“I do not wish to employ menaces,” continued Léon, with a smile; “but if you refuse, indeed I shall not take it kindly.”
“I don’t quite see my way out of it,” thought the undergraduate; and then, after a pause, he said, aloud and ungraciously enough, “All right. I—I’m very much obliged, of course.” And he proceeded to follow them, thinking in his heart, “But it’s bad form, all the same, to force an obligation on a fellow.”
CHAPTER V
Léon strode ahead as if he knew exactly where he was going; the sobs of Madame were still faintly audible, and no one uttered a word. A dog barked furiously in a courtyard as they went by; then the church clock struck two, and many domestic clocks followed or preceded it in piping tones. And just then Berthelini spied a light. It burned in a small house on the outskirts of the town, and thither the party now directed their steps.

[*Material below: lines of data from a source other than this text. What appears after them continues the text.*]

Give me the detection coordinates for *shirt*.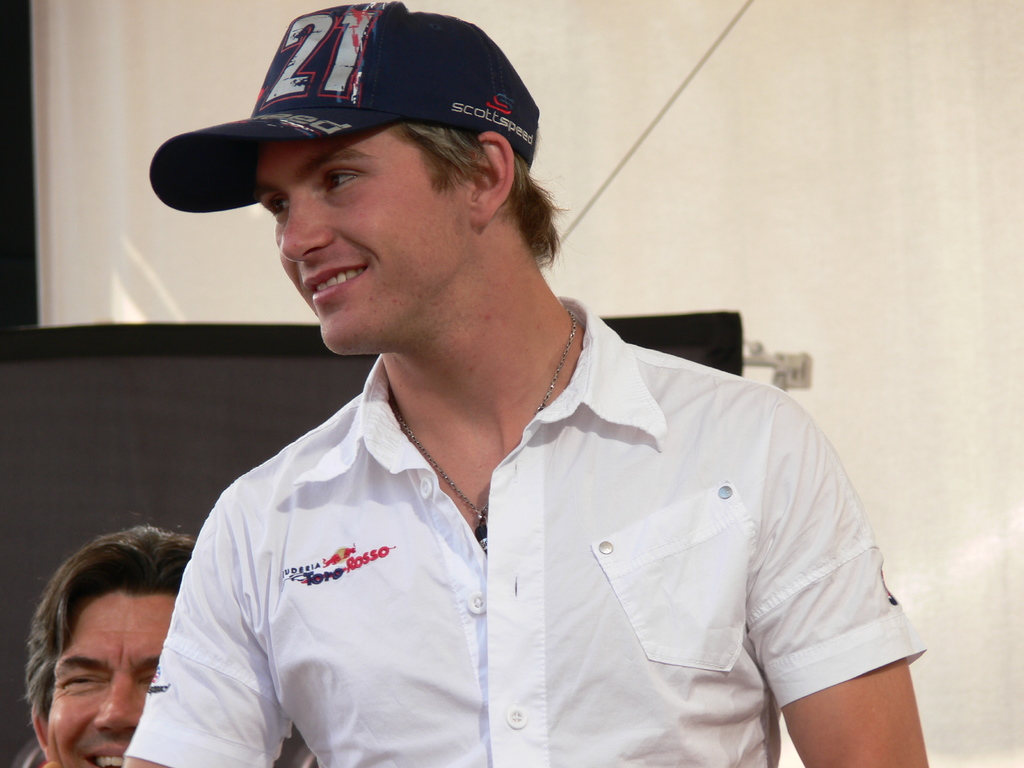
bbox(92, 252, 897, 750).
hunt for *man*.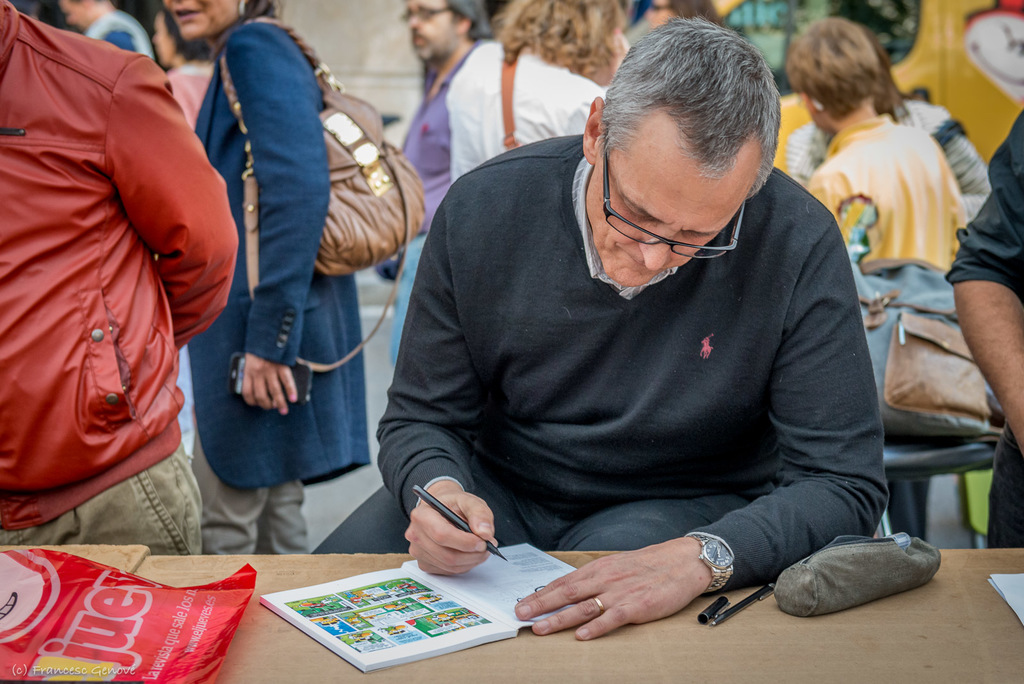
Hunted down at 371, 0, 607, 386.
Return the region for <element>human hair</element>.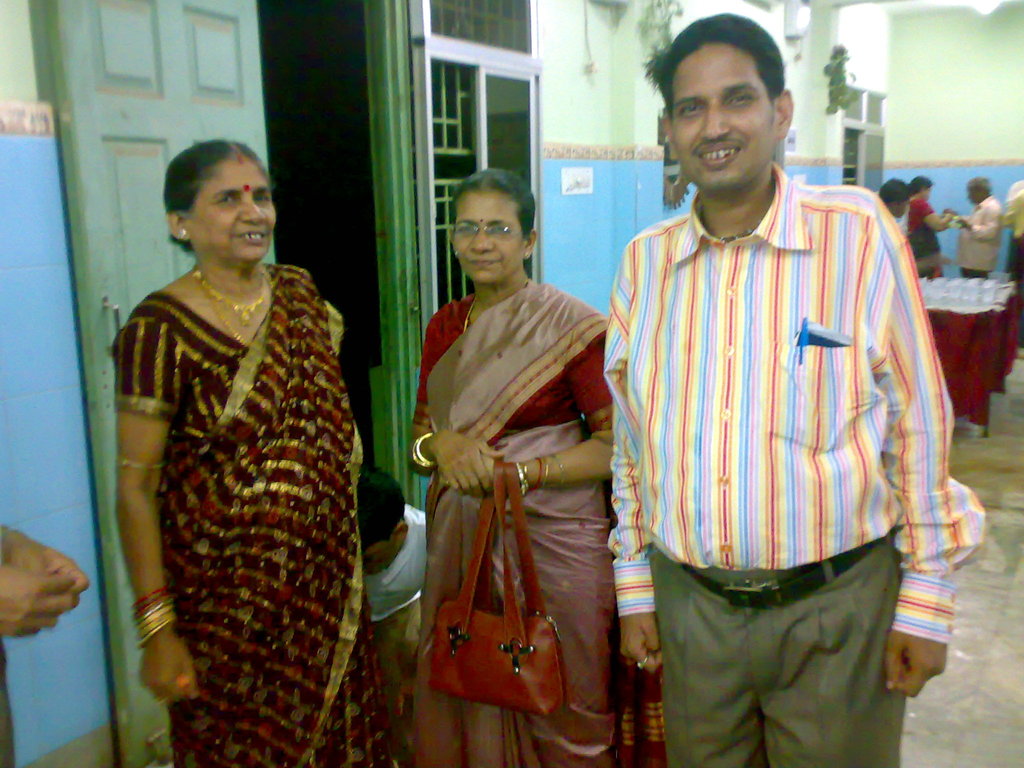
(878,177,911,206).
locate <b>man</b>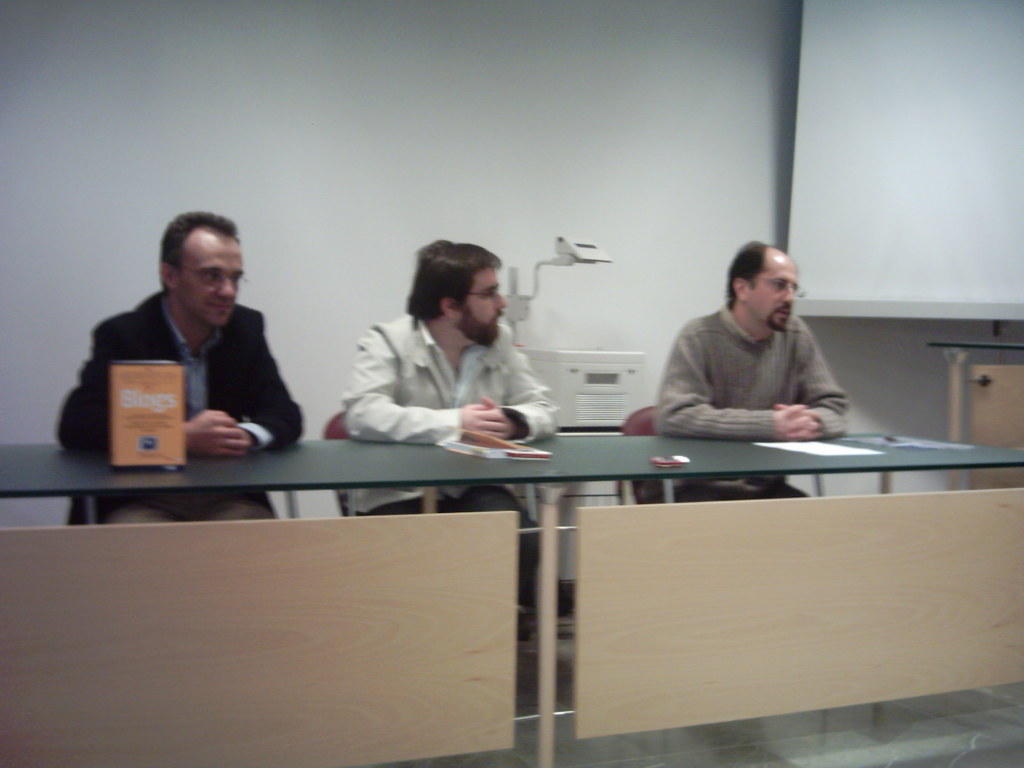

“It is always a chance,” said Léon.
The house in question stood back from the street behind an open space, part garden, part turnip-field; and several outhouses stood forward from either wing at right angles to the front. One of these had recently undergone some change. An enormous window, looking towards the north, had been effected in the wall and roof, and Léon began to hope it was a studio.
“If it’s only a painter,” he said with a chuckle, “ten to one we get as good a welcome as we want.”
“I thought painters were principally poor,” said Stubbs.
“Ah!” cried Léon, “you do not know the world as I do. The poorer the better for us!”
And the trio advanced into the turnip-field.